The huge craters that pockmark many of the roads in Uganda’s capital have become the subject of a Twitter trend.
Using #KampalaPotholeExhibition, residents have been sharing images of the city’s many potholes that their vehicles have to gingerly make their way around or through.
The local authority has acknowledged the problem, saying the cavities amount to 8,500 sq m (91,493 sq ft) in area.
But it added that it did not have the funds to fill them all.
When academic, writer and cartoonist Dr Jimmy Spire Ssentongo started the campaign, even he could never have imagined the kind of material that would turn up.
“That is not a pothole!
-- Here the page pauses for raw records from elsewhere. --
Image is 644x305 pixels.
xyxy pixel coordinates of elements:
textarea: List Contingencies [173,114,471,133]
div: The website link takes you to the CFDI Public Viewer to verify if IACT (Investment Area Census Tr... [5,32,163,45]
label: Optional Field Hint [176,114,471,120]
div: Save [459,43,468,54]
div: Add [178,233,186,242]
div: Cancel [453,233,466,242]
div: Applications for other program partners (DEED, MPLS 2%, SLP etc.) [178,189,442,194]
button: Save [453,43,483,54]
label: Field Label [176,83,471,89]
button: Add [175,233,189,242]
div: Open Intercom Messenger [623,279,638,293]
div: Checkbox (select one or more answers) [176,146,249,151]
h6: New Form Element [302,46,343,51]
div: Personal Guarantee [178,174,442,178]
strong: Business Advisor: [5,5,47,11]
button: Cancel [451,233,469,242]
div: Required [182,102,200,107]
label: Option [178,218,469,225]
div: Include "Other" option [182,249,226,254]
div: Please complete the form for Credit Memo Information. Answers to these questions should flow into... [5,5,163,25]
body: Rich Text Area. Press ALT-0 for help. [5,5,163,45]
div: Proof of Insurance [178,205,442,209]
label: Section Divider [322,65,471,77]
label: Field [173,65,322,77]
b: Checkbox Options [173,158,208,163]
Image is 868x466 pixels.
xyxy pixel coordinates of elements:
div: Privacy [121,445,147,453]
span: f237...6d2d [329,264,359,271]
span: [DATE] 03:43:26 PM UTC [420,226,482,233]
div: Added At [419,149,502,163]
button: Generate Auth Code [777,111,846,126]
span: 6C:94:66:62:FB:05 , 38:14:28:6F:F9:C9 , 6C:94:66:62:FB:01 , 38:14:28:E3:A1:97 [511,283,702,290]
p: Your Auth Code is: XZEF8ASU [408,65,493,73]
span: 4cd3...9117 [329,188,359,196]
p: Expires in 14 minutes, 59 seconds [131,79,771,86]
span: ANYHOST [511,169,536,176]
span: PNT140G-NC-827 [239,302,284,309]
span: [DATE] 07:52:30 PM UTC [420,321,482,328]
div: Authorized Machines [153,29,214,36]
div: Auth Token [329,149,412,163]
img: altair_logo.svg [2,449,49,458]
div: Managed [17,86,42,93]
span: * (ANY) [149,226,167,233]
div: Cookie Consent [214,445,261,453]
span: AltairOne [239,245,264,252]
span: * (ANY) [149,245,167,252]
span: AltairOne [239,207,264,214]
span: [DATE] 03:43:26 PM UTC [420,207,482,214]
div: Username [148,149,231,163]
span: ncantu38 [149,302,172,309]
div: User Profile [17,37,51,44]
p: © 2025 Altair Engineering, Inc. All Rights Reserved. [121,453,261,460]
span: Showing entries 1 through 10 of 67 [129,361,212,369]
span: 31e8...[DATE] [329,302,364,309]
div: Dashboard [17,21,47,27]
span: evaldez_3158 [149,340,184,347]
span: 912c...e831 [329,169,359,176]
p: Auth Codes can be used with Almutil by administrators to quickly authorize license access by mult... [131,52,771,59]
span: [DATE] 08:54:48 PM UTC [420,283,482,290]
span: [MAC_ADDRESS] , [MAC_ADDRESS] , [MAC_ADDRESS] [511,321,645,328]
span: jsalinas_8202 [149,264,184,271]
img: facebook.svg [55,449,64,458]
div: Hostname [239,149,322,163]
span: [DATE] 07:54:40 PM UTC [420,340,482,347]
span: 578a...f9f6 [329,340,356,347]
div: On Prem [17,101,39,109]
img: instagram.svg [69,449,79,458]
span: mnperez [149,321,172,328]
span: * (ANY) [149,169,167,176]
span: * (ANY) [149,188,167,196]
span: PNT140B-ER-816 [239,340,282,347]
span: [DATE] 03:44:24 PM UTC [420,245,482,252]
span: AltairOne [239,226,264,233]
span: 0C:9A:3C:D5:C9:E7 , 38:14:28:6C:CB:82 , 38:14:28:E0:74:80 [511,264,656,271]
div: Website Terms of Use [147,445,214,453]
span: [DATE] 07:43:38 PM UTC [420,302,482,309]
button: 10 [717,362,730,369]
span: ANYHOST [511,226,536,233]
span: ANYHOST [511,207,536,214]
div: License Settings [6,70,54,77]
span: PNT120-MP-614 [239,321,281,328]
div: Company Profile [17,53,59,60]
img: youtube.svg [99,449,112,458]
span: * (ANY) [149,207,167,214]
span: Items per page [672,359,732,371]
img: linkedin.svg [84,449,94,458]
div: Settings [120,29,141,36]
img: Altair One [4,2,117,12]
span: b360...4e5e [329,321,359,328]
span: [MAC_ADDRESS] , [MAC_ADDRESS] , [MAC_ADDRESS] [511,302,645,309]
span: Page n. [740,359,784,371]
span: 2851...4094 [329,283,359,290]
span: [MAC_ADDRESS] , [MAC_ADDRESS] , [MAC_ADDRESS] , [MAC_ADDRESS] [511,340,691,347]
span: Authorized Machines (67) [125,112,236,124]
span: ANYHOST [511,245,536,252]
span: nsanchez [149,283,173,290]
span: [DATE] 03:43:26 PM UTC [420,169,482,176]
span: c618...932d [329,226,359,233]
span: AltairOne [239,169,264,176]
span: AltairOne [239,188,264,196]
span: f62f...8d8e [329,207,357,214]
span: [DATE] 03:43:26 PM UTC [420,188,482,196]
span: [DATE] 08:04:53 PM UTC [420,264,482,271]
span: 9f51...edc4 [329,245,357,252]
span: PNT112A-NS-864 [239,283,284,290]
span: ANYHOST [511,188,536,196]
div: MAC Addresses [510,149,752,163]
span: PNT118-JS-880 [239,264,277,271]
That is a pond!” he responded to one person who shared a photo.
Some have turned the photos into memes with graphics added – like ships sailing across potholes or people chilling on the beach, complete with palm trees, next to other ones.
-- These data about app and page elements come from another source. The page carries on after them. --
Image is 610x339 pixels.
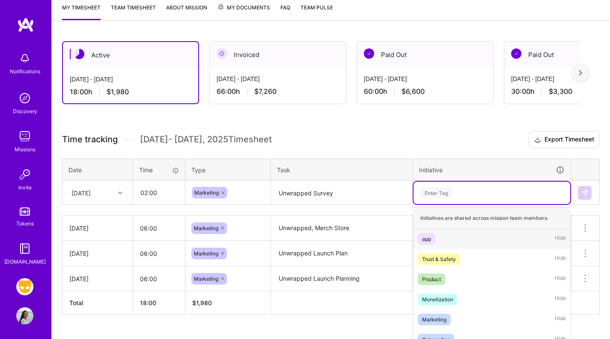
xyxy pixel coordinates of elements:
i: icon Download [535,135,541,144]
span: Hide [555,293,566,305]
div: [DATE] [72,188,91,197]
img: bell [16,50,33,67]
span: Hide [555,233,566,245]
a: FAQ [281,3,290,20]
th: Type [185,158,271,181]
span: Hide [555,314,566,325]
img: Submit [582,189,588,196]
img: teamwork [16,128,33,145]
div: [DATE] - [DATE] [364,75,487,84]
img: Invoiced [217,48,227,59]
th: Date [63,158,133,181]
input: HH:MM [133,217,185,239]
span: My Documents [218,3,270,12]
div: Marketing [422,315,447,324]
span: Team Pulse [301,4,333,11]
span: [DATE] - [DATE] , 2025 Timesheet [140,134,272,145]
a: Team timesheet [111,3,156,20]
span: Marketing [194,250,218,257]
span: $6,600 [402,87,425,96]
button: Export Timesheet [529,131,600,148]
div: [DATE] [69,274,126,283]
textarea: Unwrapped, Merch Store [272,216,412,240]
div: Initiative [419,165,565,175]
span: Marketing [194,275,218,282]
div: app [422,234,431,243]
a: User Avatar [14,307,36,324]
span: Hide [555,273,566,285]
a: Team Pulse [301,3,333,20]
div: Missions [15,145,36,154]
textarea: Unwrapped Survey [272,182,412,204]
a: Grindr: Product & Marketing [14,278,36,295]
span: $3,300 [549,87,573,96]
span: $7,260 [254,87,277,96]
div: Initiatives are shared across mission team members. [414,207,570,229]
textarea: Unwrapped Launch Plan [272,242,412,265]
div: Invoiced [210,42,346,68]
span: Hide [555,253,566,265]
div: [DOMAIN_NAME] [4,257,46,266]
textarea: Unwrapped Launch Planning [272,267,412,290]
a: My Documents [218,3,270,20]
img: Paid Out [364,48,374,59]
div: Time [139,165,179,174]
div: [DATE] [69,224,126,233]
img: logo [17,17,34,33]
span: Marketing [194,189,219,196]
img: Grindr: Product & Marketing [16,278,33,295]
div: Notifications [10,67,40,76]
div: Monetization [422,295,454,304]
div: [DATE] - [DATE] [217,75,339,84]
img: Active [74,49,84,59]
div: Tokens [16,219,34,228]
div: Trust & Safety [422,254,456,263]
img: User Avatar [16,307,33,324]
img: right [579,70,582,76]
th: Task [271,158,413,181]
img: Invite [16,166,33,183]
img: Paid Out [511,48,522,59]
div: Product [422,275,441,284]
th: 18:00 [133,291,185,314]
div: 18:00 h [70,87,191,96]
span: $ 1,980 [192,299,212,306]
div: Active [63,42,198,68]
div: [DATE] - [DATE] [70,75,191,84]
input: HH:MM [133,267,185,290]
div: Paid Out [357,42,493,68]
a: My timesheet [62,3,101,20]
div: Enter Tag [421,186,452,199]
input: HH:MM [134,181,185,204]
span: $1,980 [107,87,129,96]
input: HH:MM [133,242,185,265]
span: Marketing [194,225,218,231]
img: guide book [16,240,33,257]
div: Invite [18,183,32,192]
div: Discovery [13,107,37,116]
i: icon Chevron [118,191,122,195]
div: 60:00 h [364,87,487,96]
img: discovery [16,90,33,107]
span: Time tracking [62,134,118,145]
a: About Mission [166,3,207,20]
div: 66:00 h [217,87,339,96]
img: tokens [20,207,30,215]
div: [DATE] [69,249,126,258]
th: Total [63,291,133,314]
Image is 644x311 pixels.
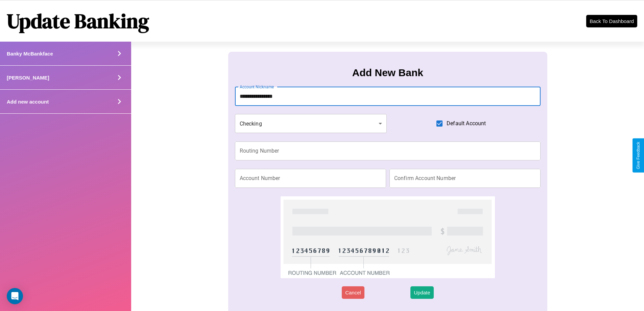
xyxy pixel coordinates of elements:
h4: [PERSON_NAME] [7,75,49,80]
h4: Add new account [7,99,48,105]
button: Cancel [342,286,364,298]
div: Open Intercom Messenger [7,288,23,304]
span: Default Account [446,119,486,128]
h1: Update Banking [7,7,149,35]
h4: Banky McBankface [7,50,53,56]
button: Update [411,286,433,298]
div: Give Feedback [636,141,640,170]
div: Checking [235,114,387,133]
img: check [281,196,495,278]
h3: Add New Bank [353,67,423,78]
button: Back To Dashboard [586,15,637,27]
label: Account Nickname [239,84,274,89]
The florid descriptions accompanying the images – including details such as a pothole’s age – might be satirical, but they also point to how long a particular road has been in bad shape.
Some potholes feel like they have become permanent geographical features, creating a series of mini lakes whenever it rains.
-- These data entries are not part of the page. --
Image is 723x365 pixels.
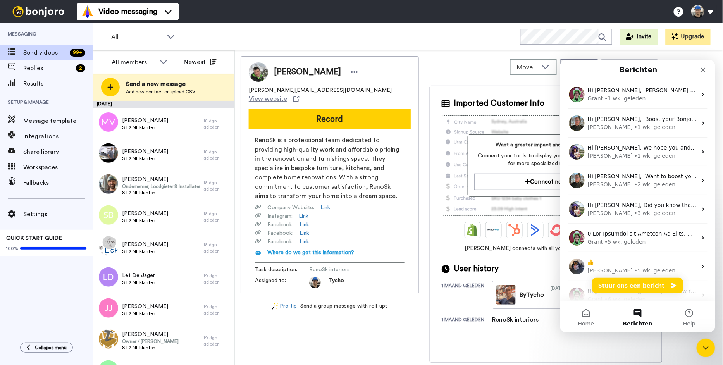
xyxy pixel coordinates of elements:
div: • 5 wk. geleden [45,178,86,186]
div: By Tycho [519,290,544,299]
div: • 2 wk. geleden [74,121,115,129]
span: Move [517,63,537,72]
span: Fallbacks [23,178,93,187]
div: 18 dgn geleden [203,118,230,130]
span: Tycho [328,276,344,288]
span: Assigned to: [255,276,309,288]
span: RenoSk interiors [309,266,383,273]
img: Profile image for Grant [9,170,24,186]
div: 18 dgn geleden [203,149,230,161]
img: 8e1b559c-4595-4d3a-a93d-8f646da4a93f.png [99,236,118,256]
button: Record [249,109,410,129]
button: Upgrade [665,29,710,45]
img: ld.png [99,267,118,287]
img: ConvertKit [550,224,562,236]
span: ST2 NL klanten [122,344,179,350]
button: Invite [620,29,658,45]
div: All members [112,58,156,67]
span: ST2 NL klanten [122,217,168,223]
iframe: Intercom live chat [696,338,715,357]
span: [PERSON_NAME] [122,117,168,124]
img: 3fd340ca-da66-4a4d-a5d2-0884f90cdf19.jpg [99,174,118,194]
span: [PERSON_NAME] [122,240,168,248]
span: Task description : [255,266,309,273]
span: Imported Customer Info [453,98,544,109]
div: [PERSON_NAME] [27,207,72,215]
span: [PERSON_NAME] [122,302,168,310]
a: Link [299,238,309,246]
span: Home [18,261,34,266]
div: [PERSON_NAME] [27,149,72,158]
div: • 1 wk. geleden [74,92,115,100]
span: Owner / [PERSON_NAME] [122,338,179,344]
span: Want a greater impact and engagement? [474,141,617,149]
span: [PERSON_NAME] [122,148,168,155]
span: Berichten [63,261,92,266]
span: Send a new message [126,79,195,89]
span: Company Website : [267,204,314,211]
div: RenoSk interiors [492,315,538,324]
div: [PERSON_NAME] [27,121,72,129]
div: 18 dgn geleden [203,211,230,223]
span: Facebook : [267,221,293,228]
div: [DATE] [551,285,566,304]
img: ActiveCampaign [529,224,541,236]
span: Lef De Jager [122,271,155,279]
img: 2a64168a-1e4a-4a7d-acdb-b85f2789430f.jpg [99,143,118,163]
div: 2 [76,64,85,72]
img: jj.png [99,298,118,318]
span: Where do we get this information? [267,250,354,255]
button: Connect now [474,173,617,190]
button: Help [103,242,155,273]
a: Link [299,221,309,228]
div: 1 maand geleden [441,282,492,309]
div: - Send a group message with roll-ups [240,302,419,310]
img: Profile image for Johann [9,199,24,215]
span: QUICK START GUIDE [6,235,62,241]
span: ST2 NL klanten [122,279,155,285]
span: Connect your tools to display your own customer data for more specialized messages [474,152,617,167]
a: Link [320,204,330,211]
div: [PERSON_NAME] [27,92,72,100]
div: Grant [27,235,43,244]
span: Facebook : [267,238,293,246]
a: ByTycho[DATE] [492,281,570,309]
img: Profile image for Grant [9,228,24,243]
img: sb.png [99,205,118,225]
img: magic-wand.svg [271,302,278,310]
div: • 3 wk. geleden [74,149,115,158]
button: Dismiss [560,59,598,75]
a: Link [299,212,308,220]
span: ST2 NL klanten [122,248,168,254]
span: Workspaces [23,163,93,172]
img: ca266957-809d-459e-92e8-bfda5e092c68.png [99,329,118,349]
span: Message template [23,116,93,125]
img: 34d96b7b-0c08-44be-96f5-aaeab419dacb-1756449001.jpg [309,276,321,288]
img: Profile image for Amy [9,142,24,157]
a: Link [299,229,309,237]
img: Shopify [466,224,479,236]
div: [PERSON_NAME] [27,64,72,72]
div: 19 dgn geleden [203,335,230,347]
span: Facebook : [267,229,293,237]
div: • 1 wk. geleden [74,64,115,72]
span: ST2 NL klanten [122,155,168,161]
span: RenoSk is a professional team dedicated to providing high-quality work and affordable pricing in ... [255,136,404,201]
button: Newest [178,54,222,70]
a: View website [249,94,299,103]
span: Add new contact or upload CSV [126,89,195,95]
span: ST2 NL klanten [122,310,168,316]
span: View website [249,94,287,103]
button: Berichten [52,242,103,273]
span: Share library [23,147,93,156]
span: 👍 [27,199,34,206]
span: ST2 NL klanten [122,124,168,131]
div: 99 + [70,49,85,57]
div: 19 dgn geleden [203,304,230,316]
span: Settings [23,210,93,219]
img: Hubspot [508,224,520,236]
A few weeks ago, when I tweeted that in one part of town there were potholes within potholes, one follower responded that the ones on the road he regularly uses had become stairs.
“We have potholes of every design, and size, deep, shallow, wide, narrow, filled with water and dry ones, they are all in Kampala,” the deputy speaker of parliament, Thomas Tayebwa, has been quoted as saying when calling for a minister to explain the situation.
The Kampala Capital City Authority (KCCA), charged with the city’s road maintenance, will from time-to-time fill the crevices up with a clay-like soil called murram.
But piles of soil cannot withstand the heavy rainy season and the murram gets washed away.
Dr Ssentongo says his campaign is intended to shame those who are failing to maintain the roads, “to make them uncomfortable at their own incompetence”.
“If they have any sense of shame they should act,” he said, pointing to the dangers of potholes and the fact that city residents paid tax for roads to be maintained.
In response, the KCCA tweeted that the issue could not be trivialised and it was aware of the damage they caused to cars.
It said the roads were “due for overhaul… which explains the high prevalence of potholes and other road damages”.
“The situation has not been helped by the increased traffic levels on the roads, which in turn causes increased wear and tear,” it added.
Dr Ssentongo’s online “exhibition” is meant to last for a week and the academic is considering running a weekly pothole award in the future.
With the authorities being less than tolerant of protests on the streets, many feel this is an innovative way for Dr Ssentongo to address the issue – and no-one has been arrested yet for photographing a pothole.
Some online critics have said that the exhibition might affect tourism by keeping potential visitors away from the country.
But analyst Ivan Rugambwa disagrees: “The #KampalaPotholeExhibition is not a malicious campaign by unpatriotic citizens looking to tarnish their country’s image.
“It is a patriotic act of citizen agency to draw attention to the sorry state of their capital so that those charged with the responsibility to fit it can do so,” he tweeted.
In June 2010, some city residents took to “fishing” along one road in one district of the city, in their own attempt to draw the city authorities’ attention to the potholes in the area.